Excerpt Of Walks and Walking. Chapter XXII – Practical Details

The basics rarely change when wayfaring. If you want to read the entire text goto Of Walks and Walking Tours: An Attempt to find a Philosophy and a Creed by Haultain – Free Ebook.

And now for some hints on the practical details of walking tours of more arduous character and more extended length.—Suit the weight of your knapsack or pack to your strength, leaving a large margin for comfort. If you travel in regions uninhabited by man, and the climate is rigorous, a shelter at night is all-important. Therefore carry a light blanket: a warm head and face induce sleep; so does a change to dry underclothing at the end of the day. For really hard trips, when you walk all day and walk far, you will need, to replace used-up muscular tissue, each day:
¾ lb. of flour;
¾ lb. of bacon;
½ lb. of beans;
—and to these you should add dried fruit or rice. The best dried fruit is a mixture in equal parts of apricots and prunes. Take an abundance of tea: nothing takes the place of tea; and supply yourself with pepper, salt, sugar, candles, and soap. Your cooking pots should fit the one into the other. These things, with a small frying pan, an axe (to cut poles for your evening shelter and wood for your fire), a file to sharpen this, and some stout wire hooks by which to hang your pots over the fire, complete, I think, the sum-total of your absolutely necessary impedimenta.

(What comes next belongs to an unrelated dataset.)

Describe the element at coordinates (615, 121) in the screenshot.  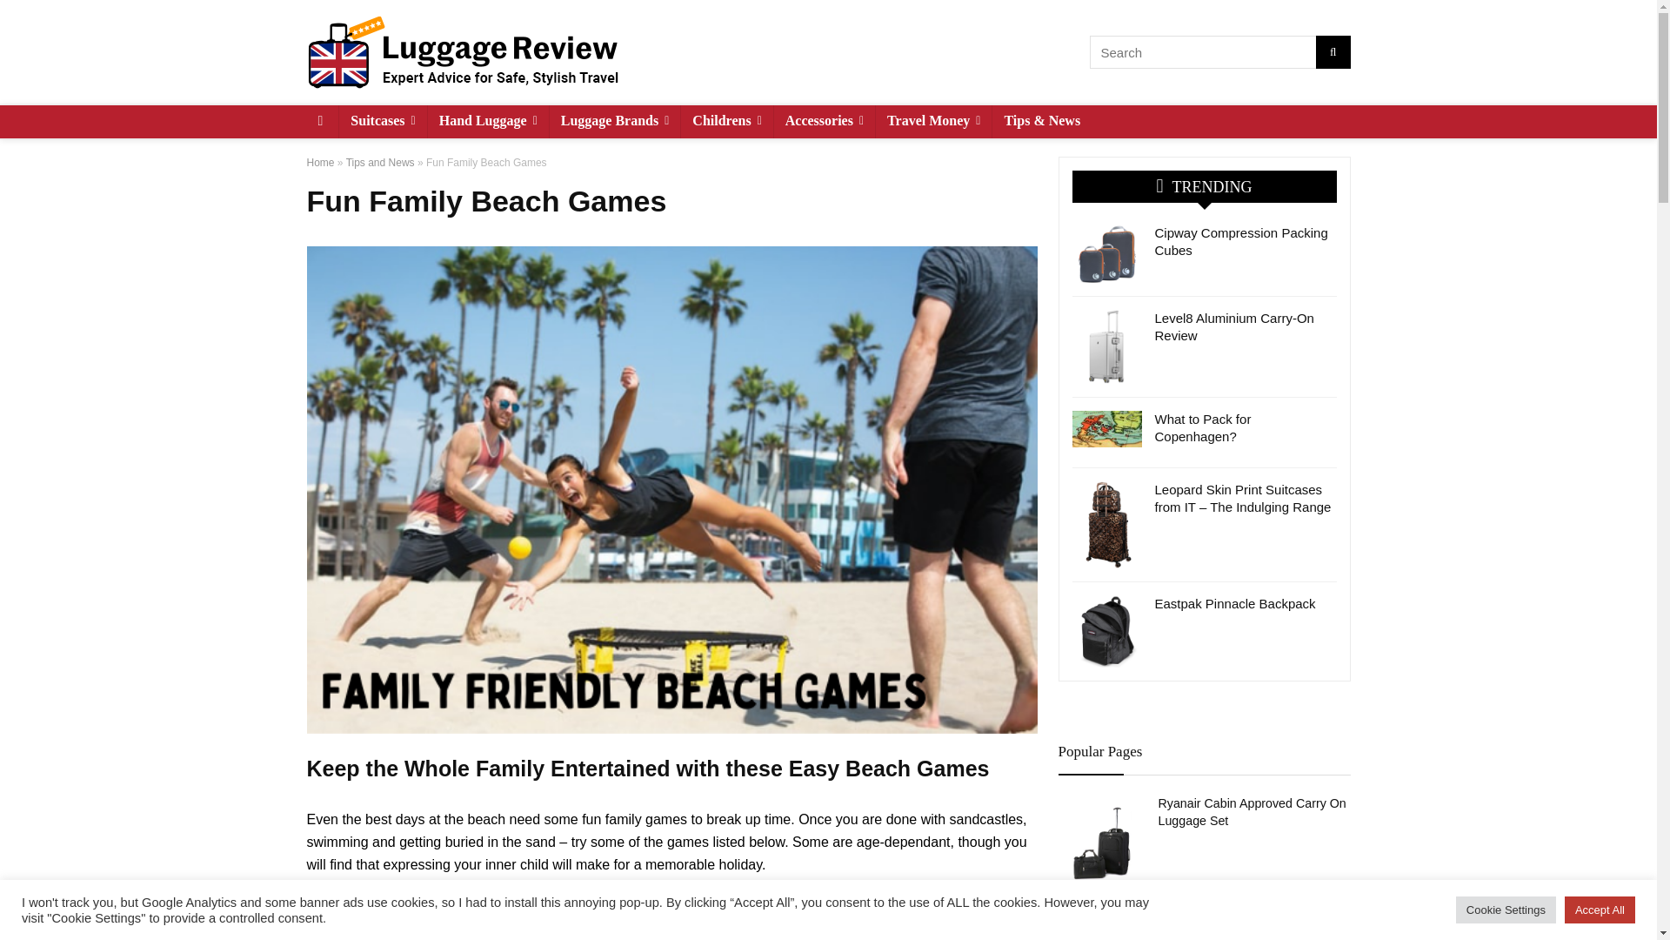
I see `Luggage Brands` at that location.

The sedulous, however sage, have little idea how large a part of active life depends on food. To stay-at-homes, who go down to the dining-room when the gong sounds, a meal seems a mere incident of life, an intermission from work, an opportunity for a family chat. The traveller on foot soon learns that a meal is of the most vital importance. Every reader of Nansen’s thrilling narrative must have noticed this. Even in Mr Belloc’s literary “Path to Rome” one is struck with the intrusion of this unliterary topic, and the more literary “Inland Voyage” of Robert Louis Stevenson is not free from it. While even in that delightful, and delightfully feminine, “An Oberland Chalet,” which I have already cited, although the foods were generally cheese or cakes or petits pains, and the drinks chocolate or milk or café au lait, the mention of edibles and potables is frequent.
The importance of a supply of food has so often been borne in upon me that I am inclined to believe that the political community is coæval with the pantry. Even amongst animals, only those form commonwealths which form common stores of food—as the ant and the bee. The pedestrian gains a practical insight into this wide-reaching influence of a storage of food. Not for half-a-dozen hours can he subsist before its importance is impressed upon him by most painful pangs. If, therefore, sedulous sage, you set out on a long hard walk without due provision for the allaying of hunger, you will come to grief. I make no apologies, accordingly, for minute instructions on that topic here.